Although Microsoft recommends giving disk space of 35% of the DB, it is not enough for us and we increase the size when the disk is full to the end (currently about 45% of the DB size).
The conclusion - don't touch the ES, if the disk fills up then increase the disk size.
I am deploying an MVC 3.0 web app to Windows Azure. I have an action method that takes a file uploaded by the user and stores it in a folder within my web app.
How could I give RW permissions to that folder to the running process?
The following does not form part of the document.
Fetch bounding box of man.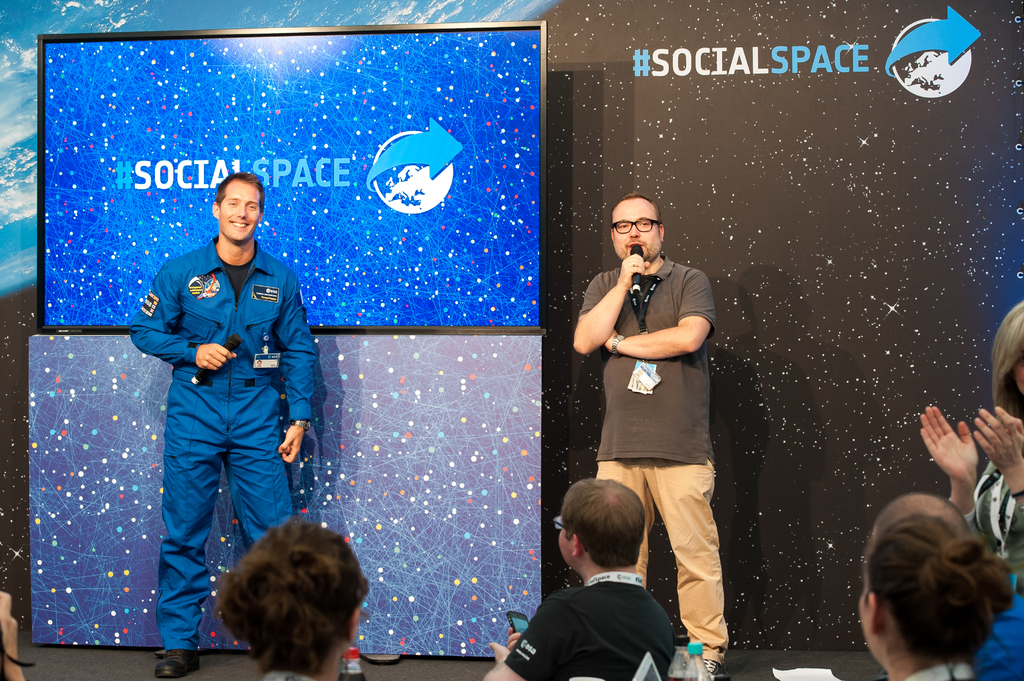
Bbox: locate(126, 152, 317, 655).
I read about start up tasks and have a basic understanding, but I wouldn't know,
How to give the permission itself, and
Which running process (user) should I give the permission to.
Many thanks for the help.
EDIT
In addition to #David's answer below, I found this link extremely useful:
https://www.windowsazure.com/en-us/develop/net/how-to-guides/blob-storage/
For local storage, I wouldn't get caught up with granting access permissions to various directories. Instead, take advantage of the storage resources available specifically to your running VM's. With a given instance size, you have local storage available to you ranging from 20GB to almost 2TB (full sizing details here). To take advantage of this space, you'd create local storage resources within your project:
Then, in code, grab a drive letter to that storage:
var storageRoot = RoleEnvironment.GetLocalResource("moreStorage").RootPath;
Now you're free to use that storage. And... none of that requires any startup tasks or granting of permissions.
Now for the caveat: This is storage that's local to each running instance, and isn't shared between instances. Further, it's non-durable - if the disk crashes, the data is gone.
For persistent, durable file storage, Blob Storage is a much better choice, as it's durable (triple-replicated within the datacenter, and geo-replicated to another datacenter) and it's external to your role instances, accessible from any instance (or any app, including your on-premises apps).
Since blob storage is organized by container, and blobs within container, it's fairly straightforward to organize your blobs (and store pretty much anything in a given blob, up to 200GB each). Also, it's trivial to upload/download files to/from blobs, either to file streams or local files (in the storage resources you allocated, as illustrated above).